In that state’s capital, Madison, on February 14 — Valentine’s Day — some 2 000
students, backed by trade unionists, marched on the legislature. One of the placards carried in this raucous demonstration read: “Egypt = 18 days; Wisconsin = ???”

An international revolution in the making? — Hardly, the Madison protest was
against proposed cuts in social spending and an attempt by the state government to eliminate centralised bargaining for public sector workers. On succeeding days, with the unions organised, up to 30 000 protesters marched and public sector unionists across the country began to stir.

News of that demonstration — and a picture of that placard — flashed across the
internet. In Cairo’s Tahrir Square, a 21-year-old engineering student made a placard in response.
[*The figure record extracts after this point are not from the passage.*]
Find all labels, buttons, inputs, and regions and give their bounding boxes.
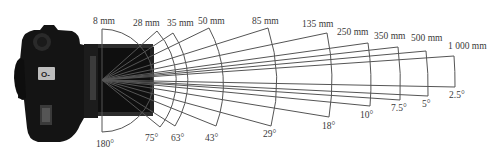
angle-label-2-5: 2.5° <box>449 91 465 101</box>
angle-label-29: 29° <box>263 130 276 140</box>
angle-label-5: 5° <box>422 100 431 110</box>
angle-label-63: 63° <box>171 134 184 144</box>
focal-label-28mm: 28 mm <box>133 19 160 29</box>
angle-label-75: 75° <box>145 134 158 144</box>
focal-label-35mm: 35 mm <box>167 19 194 29</box>
focal-label-135mm: 135 mm <box>302 20 333 30</box>
focal-label-500mm: 500 mm <box>411 34 442 44</box>
focal-label-8mm: 8 mm <box>93 17 115 27</box>
focal-label-1000mm: 1 000 mm <box>448 42 487 52</box>
angle-label-7-5: 7.5° <box>391 104 407 114</box>
focal-label-350mm: 350 mm <box>374 32 405 42</box>
focal-label-250mm: 250 mm <box>337 28 368 38</box>
angle-label-10: 10° <box>360 111 373 121</box>
angle-of-view-diagram: O- 8 mm 28 mm 35 mm 50 mm 85 mm 135 mm 2… <box>0 0 502 160</box>
angle-label-43: 43° <box>205 134 218 144</box>
focal-label-50mm: 50 mm <box>198 17 225 27</box>
angle-of-view-wedges <box>102 28 455 132</box>
svg-text:O-: O- <box>41 70 50 79</box>
focal-label-85mm: 85 mm <box>252 17 279 27</box>
angle-label-18: 18° <box>322 122 335 132</box>
diagram-canvas: O- <box>0 0 502 160</box>
angle-label-180: 180° <box>96 140 114 150</box>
It read: “Egypt supports Wisconsin workers; one world, one pain.” It too, joined the internet traffic via Facebook.

What many of the mainly young trade unionists and workers did not realise was the iconic status of the mass protest in the capital of a state in the north-east of the US.

For, almost to the day, 46 years ago, Madison — along with Berkley, California —
was the scene of the first major protest against the war in Vietnam that drew together students and workers and grew into one of the biggest protest movements the US has ever seen.

There was also a South African connection: one of the students involved in that
trigger to national protest was Pallo Jordan. His involvement resulted in the US
authorities refusing to renew his student visa and he left for Britain. He went on from there as an anti-apartheid activist to be arrested, tortured, and injured by a letter bomb before becoming a minister in both the Mandela and Mbeki governments.

But, as Jordan himself admits, those heady days of 1965, despite often fiery rhetoric, did not amount to the start of a revolution. “We were clearly against the war and not for any revolutionary transformation of society,” he says. And the war dragged on for years.

Today the slogans are just as radical as 46 years ago, but the protests in Madison are aimed only to hold onto rights that workers fought for and enjoyed for many years.

They also make the demand that social services should not be reduced; they are, in
effect, a from of service delivery protest.

The Madison movement exists, therefore, to maintain a status quo that the revolts in north Africa and the Gulf wish to achieve, even if some want it to be in Islamic garb.

The demands are for freedom of association, freedom to organise and the right to
have free and fair elections for parliament.

These are very limited demands in line with human rights provisions of the United
Nations and the conventions of the International Labour Organisation. This is what “the street” demands.  And, at least for the moment, it means reform, not revolution.